Louise Bourgeois is one of the most important and influential artists of the 20th Century. ‘Drawing Intimacy 1939 – 2010’ shares with the viewer an extraordinary grouping of works from the artist’s private collection. Exhibited publicly for the first time, the paintings, sculptures and works on paper reflect Bourgeois’s multiplicity of mind and material. Her exploration of self lives within the dreamscape of touch and expression shared in this exhibition. Embodiment as transient sublimation.
‘Louise Bourgeois. Drawing Intimacy 1939 – 2010’ forms a collection of highly personal memories and ideas that in turn reflect the complexity and intimacy of Bourgeois’s practice. The works presented span the breadth of the artist’s oeuvre, from a selection of plaster sculptures to previously unseen paintings, drawings and works on paper. Most of the works on paper were made during the last four years of Bourgeois’s life, and often feature words or phrases which evoke associations and memories. The interaction of image and text crystallizes the interplay of past and present.
The exhibition is curated by Benjamin Shiff, who played a major role in the re-emergence of printmaking in Louise Bourgeois’s practice in the late 1980s, and who remained an important force in her creative use of the medium up until her last years. Unfolding across two galleries in Somerset, ‘Drawing Intimacy 1939 – 2010’ highlights the sensitivity and strength of Bourgeois’s artistic vision: ‘It is not an image I am seeking. It is not an idea. It is an emotion you want to recreate, an emotion of wanting, of giving and of destroying.’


## YOUR INSTRUCTIONS
Copy every line in the listing that contains "cirrhose".

━━━━━━

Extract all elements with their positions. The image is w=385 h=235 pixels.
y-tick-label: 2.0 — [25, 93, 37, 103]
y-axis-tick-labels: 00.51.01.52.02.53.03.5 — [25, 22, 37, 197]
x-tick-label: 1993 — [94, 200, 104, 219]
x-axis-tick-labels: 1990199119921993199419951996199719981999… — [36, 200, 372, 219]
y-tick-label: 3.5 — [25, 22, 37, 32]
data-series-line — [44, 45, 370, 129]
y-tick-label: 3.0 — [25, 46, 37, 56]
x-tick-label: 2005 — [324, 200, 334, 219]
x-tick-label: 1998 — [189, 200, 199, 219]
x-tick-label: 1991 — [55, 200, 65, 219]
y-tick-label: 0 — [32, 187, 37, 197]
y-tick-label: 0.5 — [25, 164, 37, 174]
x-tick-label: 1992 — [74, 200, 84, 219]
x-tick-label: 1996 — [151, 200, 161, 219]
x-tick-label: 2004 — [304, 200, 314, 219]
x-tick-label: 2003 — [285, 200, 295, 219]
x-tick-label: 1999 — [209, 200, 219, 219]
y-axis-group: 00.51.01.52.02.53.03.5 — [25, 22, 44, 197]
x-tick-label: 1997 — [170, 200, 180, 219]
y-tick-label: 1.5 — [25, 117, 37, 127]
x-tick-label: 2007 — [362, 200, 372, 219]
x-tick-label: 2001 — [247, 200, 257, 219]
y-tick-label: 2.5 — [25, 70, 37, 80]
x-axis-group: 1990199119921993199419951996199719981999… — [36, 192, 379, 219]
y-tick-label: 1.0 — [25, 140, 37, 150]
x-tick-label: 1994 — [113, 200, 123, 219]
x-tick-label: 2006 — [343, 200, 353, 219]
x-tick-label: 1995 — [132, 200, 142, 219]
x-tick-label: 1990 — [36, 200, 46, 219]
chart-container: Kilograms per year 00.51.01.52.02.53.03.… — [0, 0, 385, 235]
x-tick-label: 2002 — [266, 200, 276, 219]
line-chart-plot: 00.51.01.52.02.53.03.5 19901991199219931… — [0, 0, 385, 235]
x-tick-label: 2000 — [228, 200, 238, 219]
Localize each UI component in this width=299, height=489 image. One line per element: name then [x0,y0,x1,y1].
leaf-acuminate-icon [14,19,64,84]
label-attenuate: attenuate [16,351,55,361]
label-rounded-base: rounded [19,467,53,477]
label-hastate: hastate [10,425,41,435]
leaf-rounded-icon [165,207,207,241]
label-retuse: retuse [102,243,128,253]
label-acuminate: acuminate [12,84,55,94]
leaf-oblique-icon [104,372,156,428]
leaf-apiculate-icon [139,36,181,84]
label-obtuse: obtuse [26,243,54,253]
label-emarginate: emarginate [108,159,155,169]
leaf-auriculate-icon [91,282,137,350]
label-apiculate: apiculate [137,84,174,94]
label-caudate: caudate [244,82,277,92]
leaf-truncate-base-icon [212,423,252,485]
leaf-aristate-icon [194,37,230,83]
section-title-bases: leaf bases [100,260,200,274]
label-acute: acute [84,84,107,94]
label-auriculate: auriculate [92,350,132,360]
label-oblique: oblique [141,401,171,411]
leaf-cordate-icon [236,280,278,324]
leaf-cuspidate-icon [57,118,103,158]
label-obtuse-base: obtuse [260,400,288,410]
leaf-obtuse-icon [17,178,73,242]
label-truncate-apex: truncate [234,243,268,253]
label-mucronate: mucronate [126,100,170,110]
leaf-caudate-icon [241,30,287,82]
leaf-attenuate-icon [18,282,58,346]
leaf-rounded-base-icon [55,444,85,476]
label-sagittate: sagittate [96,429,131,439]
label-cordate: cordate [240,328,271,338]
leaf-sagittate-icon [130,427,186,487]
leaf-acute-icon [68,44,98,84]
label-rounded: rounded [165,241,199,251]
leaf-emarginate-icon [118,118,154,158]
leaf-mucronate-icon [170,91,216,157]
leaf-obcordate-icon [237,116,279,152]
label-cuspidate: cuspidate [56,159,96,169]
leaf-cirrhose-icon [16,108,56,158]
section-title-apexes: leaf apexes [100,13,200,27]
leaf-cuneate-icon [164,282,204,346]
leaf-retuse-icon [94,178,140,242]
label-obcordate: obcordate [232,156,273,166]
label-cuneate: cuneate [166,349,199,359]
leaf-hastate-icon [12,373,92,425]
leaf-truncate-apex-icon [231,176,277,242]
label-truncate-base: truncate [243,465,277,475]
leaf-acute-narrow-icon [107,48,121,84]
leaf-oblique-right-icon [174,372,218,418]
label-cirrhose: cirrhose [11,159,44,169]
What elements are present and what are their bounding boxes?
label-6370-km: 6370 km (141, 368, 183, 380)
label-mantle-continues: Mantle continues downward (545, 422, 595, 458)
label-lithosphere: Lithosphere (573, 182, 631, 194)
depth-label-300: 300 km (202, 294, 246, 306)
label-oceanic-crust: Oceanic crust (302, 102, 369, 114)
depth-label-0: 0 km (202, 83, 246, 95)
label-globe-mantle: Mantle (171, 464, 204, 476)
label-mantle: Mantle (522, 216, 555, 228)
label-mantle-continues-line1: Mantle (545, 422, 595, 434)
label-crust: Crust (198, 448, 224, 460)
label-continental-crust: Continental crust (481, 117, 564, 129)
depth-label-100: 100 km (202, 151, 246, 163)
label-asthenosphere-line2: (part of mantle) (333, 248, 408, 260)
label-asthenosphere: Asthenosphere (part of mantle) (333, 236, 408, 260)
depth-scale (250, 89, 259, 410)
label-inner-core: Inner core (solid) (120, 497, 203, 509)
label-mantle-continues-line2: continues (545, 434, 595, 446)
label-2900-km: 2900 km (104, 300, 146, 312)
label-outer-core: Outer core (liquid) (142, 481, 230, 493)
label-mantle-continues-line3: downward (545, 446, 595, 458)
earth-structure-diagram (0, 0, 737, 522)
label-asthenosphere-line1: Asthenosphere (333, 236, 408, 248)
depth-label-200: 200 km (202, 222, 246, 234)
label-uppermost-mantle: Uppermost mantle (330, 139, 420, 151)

━━━━━━

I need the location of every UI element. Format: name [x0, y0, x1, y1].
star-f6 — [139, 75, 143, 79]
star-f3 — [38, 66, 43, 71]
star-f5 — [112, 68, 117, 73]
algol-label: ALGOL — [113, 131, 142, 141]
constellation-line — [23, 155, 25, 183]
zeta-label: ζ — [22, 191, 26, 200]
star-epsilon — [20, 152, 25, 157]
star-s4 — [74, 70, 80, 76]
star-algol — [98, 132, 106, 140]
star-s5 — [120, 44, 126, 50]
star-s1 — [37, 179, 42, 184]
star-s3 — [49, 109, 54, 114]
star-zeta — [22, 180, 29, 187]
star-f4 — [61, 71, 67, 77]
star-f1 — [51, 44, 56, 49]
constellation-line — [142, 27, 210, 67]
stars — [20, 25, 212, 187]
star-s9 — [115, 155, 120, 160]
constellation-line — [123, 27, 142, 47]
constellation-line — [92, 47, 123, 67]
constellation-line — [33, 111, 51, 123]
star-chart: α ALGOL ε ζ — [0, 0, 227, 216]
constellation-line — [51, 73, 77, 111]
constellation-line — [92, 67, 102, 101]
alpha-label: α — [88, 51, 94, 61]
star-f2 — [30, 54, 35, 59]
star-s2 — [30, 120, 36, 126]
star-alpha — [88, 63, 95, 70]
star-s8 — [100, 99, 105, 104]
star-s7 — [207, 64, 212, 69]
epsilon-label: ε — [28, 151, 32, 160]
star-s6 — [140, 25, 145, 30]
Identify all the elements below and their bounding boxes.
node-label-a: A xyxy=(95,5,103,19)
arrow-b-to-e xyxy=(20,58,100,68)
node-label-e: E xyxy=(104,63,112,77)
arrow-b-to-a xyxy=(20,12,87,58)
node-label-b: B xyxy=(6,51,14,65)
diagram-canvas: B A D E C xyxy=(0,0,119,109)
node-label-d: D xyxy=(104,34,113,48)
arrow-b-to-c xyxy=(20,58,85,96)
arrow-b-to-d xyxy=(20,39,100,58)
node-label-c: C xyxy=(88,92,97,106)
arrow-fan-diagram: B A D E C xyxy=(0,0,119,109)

━━━━━━

## WRITTEN REPLY
leaf-cirrhose-icon [16,108,56,158]
label-cirrhose: cirrhose [11,159,44,169]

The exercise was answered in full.